Moreover according to
this thread you are only allowed to
- interchange two rows or two columns,
- multiply a row or column by $\pm1$ (which are the invertible elements in $\mathbf{Z}$),
- add an integer multiple of row to another row (or an integer multiple of a column to another column).
Let us compute $a_1$. As you can see the greatest common divisor of all $1\times 1$ minor of your matrix is $2$, so we will have $a_1 =2$ once the algorithm is over.
To find $a_2$ you need to compute all the $2\times 2$ minor of your matrix, and you should get $d_2(A)= GCD(-24,108,96)=12$, so $a_2 = \frac{12}{2}=6$.

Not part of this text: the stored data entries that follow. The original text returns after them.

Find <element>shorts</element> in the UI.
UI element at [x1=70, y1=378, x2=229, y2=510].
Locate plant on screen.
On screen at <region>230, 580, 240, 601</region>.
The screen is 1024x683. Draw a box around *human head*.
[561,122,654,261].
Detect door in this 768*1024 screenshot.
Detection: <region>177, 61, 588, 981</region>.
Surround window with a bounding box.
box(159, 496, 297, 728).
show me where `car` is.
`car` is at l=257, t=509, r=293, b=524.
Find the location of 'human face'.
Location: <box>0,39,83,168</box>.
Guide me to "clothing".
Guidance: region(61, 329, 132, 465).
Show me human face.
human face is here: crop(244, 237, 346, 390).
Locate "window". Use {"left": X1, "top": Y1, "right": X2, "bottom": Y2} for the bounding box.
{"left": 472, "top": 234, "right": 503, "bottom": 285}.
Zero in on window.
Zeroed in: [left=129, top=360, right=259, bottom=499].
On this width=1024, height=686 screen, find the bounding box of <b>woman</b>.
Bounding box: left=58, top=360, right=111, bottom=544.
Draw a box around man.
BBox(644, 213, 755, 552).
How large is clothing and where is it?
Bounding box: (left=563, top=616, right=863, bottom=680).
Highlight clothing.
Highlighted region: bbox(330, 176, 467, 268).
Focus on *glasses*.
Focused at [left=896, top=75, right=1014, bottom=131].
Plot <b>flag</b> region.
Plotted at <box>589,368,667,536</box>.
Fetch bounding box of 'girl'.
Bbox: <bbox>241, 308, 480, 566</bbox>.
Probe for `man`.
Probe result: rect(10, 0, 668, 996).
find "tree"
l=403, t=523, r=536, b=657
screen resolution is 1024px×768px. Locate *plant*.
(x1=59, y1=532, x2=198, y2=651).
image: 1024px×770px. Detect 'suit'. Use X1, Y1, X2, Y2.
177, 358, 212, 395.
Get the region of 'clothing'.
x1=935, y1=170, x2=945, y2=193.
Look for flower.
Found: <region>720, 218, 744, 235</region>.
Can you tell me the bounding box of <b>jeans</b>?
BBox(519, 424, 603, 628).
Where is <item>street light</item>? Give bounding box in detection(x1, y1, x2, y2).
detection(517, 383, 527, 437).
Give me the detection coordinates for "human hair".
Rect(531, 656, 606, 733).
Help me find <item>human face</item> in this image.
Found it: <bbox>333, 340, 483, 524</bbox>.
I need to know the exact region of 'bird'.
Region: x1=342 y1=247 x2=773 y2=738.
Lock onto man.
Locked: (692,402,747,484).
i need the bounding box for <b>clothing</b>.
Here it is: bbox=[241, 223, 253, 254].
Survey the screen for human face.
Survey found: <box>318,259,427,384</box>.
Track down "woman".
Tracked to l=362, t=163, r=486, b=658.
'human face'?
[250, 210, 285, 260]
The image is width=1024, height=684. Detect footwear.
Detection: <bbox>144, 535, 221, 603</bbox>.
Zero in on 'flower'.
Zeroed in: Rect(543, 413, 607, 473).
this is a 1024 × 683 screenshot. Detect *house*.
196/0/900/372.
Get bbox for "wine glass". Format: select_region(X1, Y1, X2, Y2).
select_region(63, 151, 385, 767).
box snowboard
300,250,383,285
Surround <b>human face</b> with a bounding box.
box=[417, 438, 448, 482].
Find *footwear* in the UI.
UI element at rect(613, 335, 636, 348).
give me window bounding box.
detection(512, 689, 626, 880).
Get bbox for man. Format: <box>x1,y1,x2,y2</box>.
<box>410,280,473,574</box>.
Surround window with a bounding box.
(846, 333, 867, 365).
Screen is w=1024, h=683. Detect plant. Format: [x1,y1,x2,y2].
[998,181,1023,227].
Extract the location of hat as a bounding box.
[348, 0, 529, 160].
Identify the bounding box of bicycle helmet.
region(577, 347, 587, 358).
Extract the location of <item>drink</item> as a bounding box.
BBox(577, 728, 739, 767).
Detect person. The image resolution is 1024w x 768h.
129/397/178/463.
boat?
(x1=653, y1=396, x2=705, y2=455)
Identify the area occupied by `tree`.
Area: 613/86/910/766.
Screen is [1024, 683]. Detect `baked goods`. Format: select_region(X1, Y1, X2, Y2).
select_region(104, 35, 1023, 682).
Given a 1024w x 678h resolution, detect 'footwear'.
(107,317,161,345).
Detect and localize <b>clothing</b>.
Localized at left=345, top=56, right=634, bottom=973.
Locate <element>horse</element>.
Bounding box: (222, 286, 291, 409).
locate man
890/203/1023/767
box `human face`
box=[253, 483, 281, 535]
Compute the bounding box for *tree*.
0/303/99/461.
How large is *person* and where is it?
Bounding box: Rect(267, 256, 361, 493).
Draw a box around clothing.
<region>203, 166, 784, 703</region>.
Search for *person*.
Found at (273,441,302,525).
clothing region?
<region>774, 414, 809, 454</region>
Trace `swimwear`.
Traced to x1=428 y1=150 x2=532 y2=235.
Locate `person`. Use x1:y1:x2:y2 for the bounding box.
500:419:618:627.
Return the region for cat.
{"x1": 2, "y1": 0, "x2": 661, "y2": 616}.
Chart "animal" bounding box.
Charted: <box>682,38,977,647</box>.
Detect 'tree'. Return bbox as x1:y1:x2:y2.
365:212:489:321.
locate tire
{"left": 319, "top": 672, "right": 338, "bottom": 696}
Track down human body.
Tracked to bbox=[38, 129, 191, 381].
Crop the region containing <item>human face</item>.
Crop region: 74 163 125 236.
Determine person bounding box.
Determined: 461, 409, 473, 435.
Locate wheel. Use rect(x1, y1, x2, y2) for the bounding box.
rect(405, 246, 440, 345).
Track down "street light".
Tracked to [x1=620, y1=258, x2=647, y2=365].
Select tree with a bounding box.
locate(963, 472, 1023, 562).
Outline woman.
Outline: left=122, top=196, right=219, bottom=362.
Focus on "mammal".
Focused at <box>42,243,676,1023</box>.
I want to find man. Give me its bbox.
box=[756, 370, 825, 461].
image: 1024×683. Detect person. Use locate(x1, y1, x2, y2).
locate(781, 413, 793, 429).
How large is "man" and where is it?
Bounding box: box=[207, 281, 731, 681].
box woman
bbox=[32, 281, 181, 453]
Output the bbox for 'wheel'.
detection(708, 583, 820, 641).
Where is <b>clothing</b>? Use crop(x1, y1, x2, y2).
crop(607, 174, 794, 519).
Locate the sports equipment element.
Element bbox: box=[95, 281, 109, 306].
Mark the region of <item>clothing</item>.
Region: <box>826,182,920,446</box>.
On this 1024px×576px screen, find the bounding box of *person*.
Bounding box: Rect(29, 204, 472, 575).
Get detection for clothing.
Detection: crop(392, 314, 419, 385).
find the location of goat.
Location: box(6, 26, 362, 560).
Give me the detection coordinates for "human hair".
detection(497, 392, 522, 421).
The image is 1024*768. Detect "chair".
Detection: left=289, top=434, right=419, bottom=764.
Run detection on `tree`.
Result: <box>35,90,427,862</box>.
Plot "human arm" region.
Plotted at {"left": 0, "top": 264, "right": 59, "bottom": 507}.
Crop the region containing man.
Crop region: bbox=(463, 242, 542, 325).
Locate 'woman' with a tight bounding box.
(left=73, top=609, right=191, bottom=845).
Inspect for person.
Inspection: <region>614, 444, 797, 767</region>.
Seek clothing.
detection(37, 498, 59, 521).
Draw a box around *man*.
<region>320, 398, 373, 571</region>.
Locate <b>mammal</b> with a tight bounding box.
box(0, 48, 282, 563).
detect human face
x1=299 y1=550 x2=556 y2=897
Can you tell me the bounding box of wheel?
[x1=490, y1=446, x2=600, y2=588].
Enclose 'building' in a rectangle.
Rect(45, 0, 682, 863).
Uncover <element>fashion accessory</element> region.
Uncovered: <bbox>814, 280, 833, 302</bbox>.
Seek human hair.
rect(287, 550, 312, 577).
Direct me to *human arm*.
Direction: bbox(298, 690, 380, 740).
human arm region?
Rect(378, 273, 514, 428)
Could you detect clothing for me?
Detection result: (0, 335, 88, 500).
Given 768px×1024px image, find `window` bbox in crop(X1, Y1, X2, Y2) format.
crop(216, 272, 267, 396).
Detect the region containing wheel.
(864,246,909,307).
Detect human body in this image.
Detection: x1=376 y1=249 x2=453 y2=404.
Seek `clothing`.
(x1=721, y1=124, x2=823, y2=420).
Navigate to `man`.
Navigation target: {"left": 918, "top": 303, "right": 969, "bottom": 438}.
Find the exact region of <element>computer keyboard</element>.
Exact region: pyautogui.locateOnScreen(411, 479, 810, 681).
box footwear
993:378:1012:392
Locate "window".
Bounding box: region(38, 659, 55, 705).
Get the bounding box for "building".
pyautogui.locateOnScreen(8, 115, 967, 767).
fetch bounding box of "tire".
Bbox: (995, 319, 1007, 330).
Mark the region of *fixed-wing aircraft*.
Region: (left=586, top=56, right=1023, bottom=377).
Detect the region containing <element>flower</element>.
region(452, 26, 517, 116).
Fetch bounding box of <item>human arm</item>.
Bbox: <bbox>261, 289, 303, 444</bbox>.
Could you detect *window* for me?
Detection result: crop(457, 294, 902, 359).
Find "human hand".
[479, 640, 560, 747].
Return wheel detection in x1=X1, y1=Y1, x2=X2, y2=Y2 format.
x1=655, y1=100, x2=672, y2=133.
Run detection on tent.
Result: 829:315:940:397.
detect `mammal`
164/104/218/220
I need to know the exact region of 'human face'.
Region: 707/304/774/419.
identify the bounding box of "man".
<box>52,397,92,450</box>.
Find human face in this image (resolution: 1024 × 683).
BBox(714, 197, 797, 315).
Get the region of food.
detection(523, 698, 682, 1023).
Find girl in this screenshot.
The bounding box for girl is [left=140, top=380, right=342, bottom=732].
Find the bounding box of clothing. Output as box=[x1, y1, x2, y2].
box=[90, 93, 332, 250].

Now we should find operations that respects 1.,2.,3. such that the final matrix is
$$\begin{pmatrix}2&0\\0&6\\0&0\end{pmatrix}$$
This is done in the following way (I can try it by yourself, and you should get the same solution also with other operations, because $a_1,a_2$ are unique up to multiplication by unit):
\begin{align*}
\begin{pmatrix} 6&-6 \\-6&-12\\4&-8\end{pmatrix} &\overset{Ir-IIIr; \, IIr + IIIr}{\leadsto} \begin{pmatrix} 2&2\\-2&-20\\4&-8\end{pmatrix} \\
\overset{IIc-Ic}{\leadsto}\begin{pmatrix}2&0\\-2&-18\\4&-12\end{pmatrix} &\overset{IIr+Ir;\, IIIr-2Ir}{\leadsto} \begin{pmatrix}2&0\\0&-18\\0&-12\end{pmatrix} \\
\overset{IIr-IIIr}{\leadsto}\begin{pmatrix} 2&0\\0&-6\\0&-12\end{pmatrix}&\overset{IIIr-2IIr}{\leadsto}\begin{pmatrix}2&0\\0&-6\\0&0\end{pmatrix}
\end{align*}
Now you can mulitply by $-1$ the second row.